On 2016年06月27日 16:42, Peter Zijlstra wrote:
On Sun, Jun 26, 2016 at 06:41:54AM -0400, Pan Xinhui wrote:

+#ifdef arch_vcpu_is_preempted
+static inline bool vcpu_is_preempted(int cpu)
+{
+       return arch_vcpu_is_preempted(cpu);
+}
+#else
+static inline bool vcpu_is_preempted(int cpu)
+{
+       return 0;
+}
+#endif
+
+#ifdef arch_vcpu_get_yield_count
+static inline unsigned int vcpu_get_yield_count(int cpu)
+{
+       return arch_vcpu_get_yield_count(cpu);
+}
+#else
+static inline unsigned int vcpu_get_yield_count(int cpu)
+{
+       return 0;
+}
+#endif


Please, just do something like:

#ifndef vcpu_is_preempted
static inline bool vcpu_is_preempted(int cpu)
{
        return false;
}
#endif

No point in making it more complicated.

right, vcpu_is_preempted() is good enough to handle our osq issue.

+static inline bool
+need_yield_to(int vcpu, unsigned int old_yield_count)

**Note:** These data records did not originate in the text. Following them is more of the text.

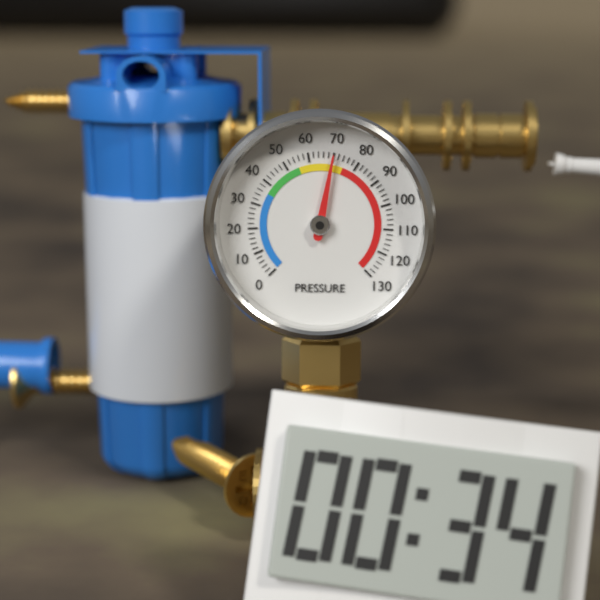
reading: 70 (no unit)
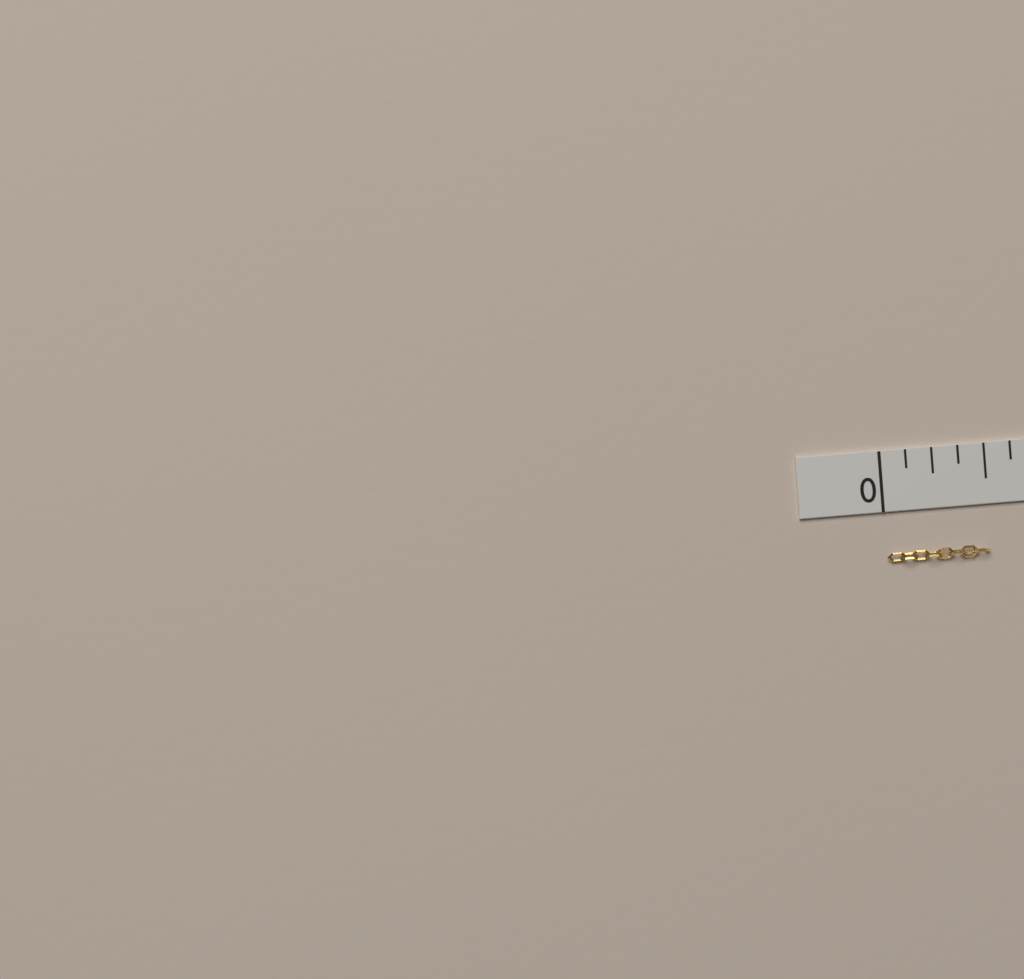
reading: 0.500 in
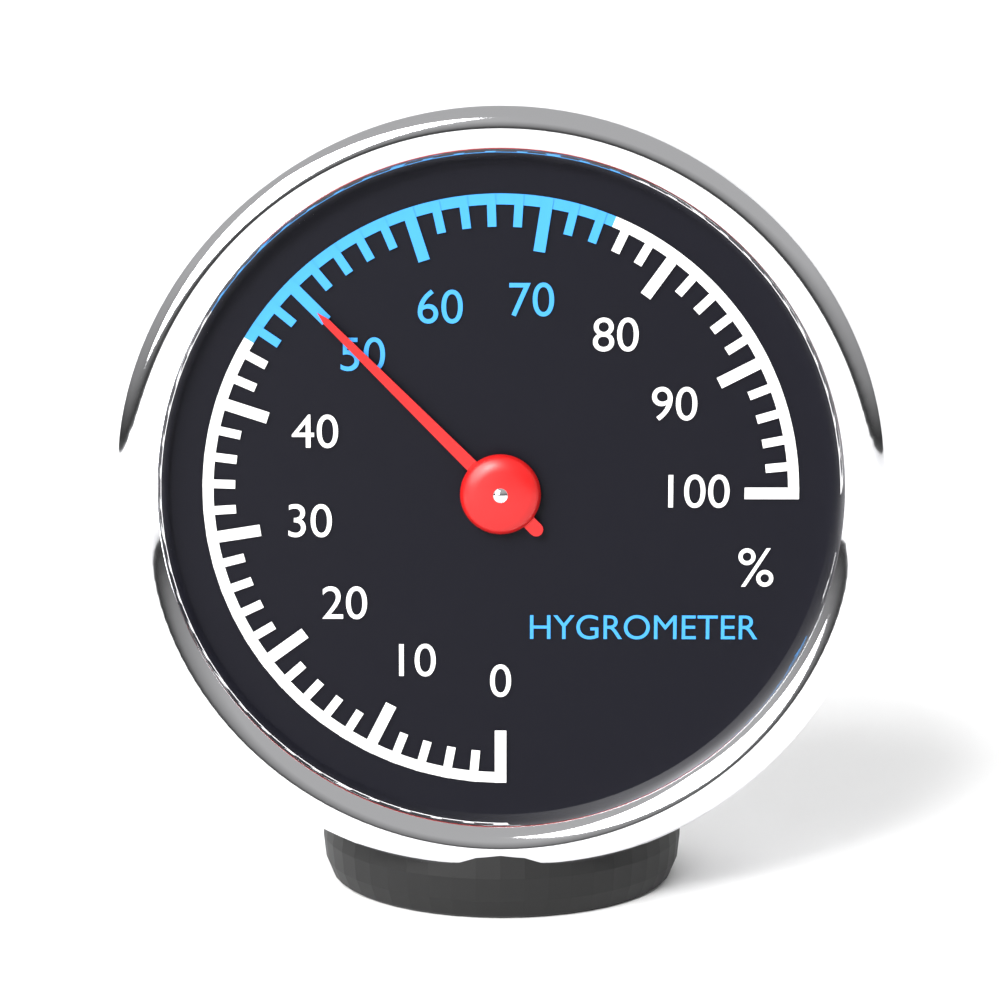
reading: 50 %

namespace... this thing should be called: vcpu_something()

+{
+       /* if we find the vcpu is preempted,
+       * then we may want to kick it, IOW, yield to it
+       */
+       return vcpu_is_preempted(vcpu) ||
+               (vcpu_get_yield_count(vcpu) != old_yield_count);
+}

And can you make doubly sure (and mention in the Changelog) that the OSQ
code compiles all this away when using these definitions.

vimdiff shows the osq_lock.o has a little difference because osq read the 
yield_count and prev, even they are not used.

however, as you suggest above, IF I remove the vcpu_get_yield_count() and 
relevant code in osq_lock,  then the binary is same.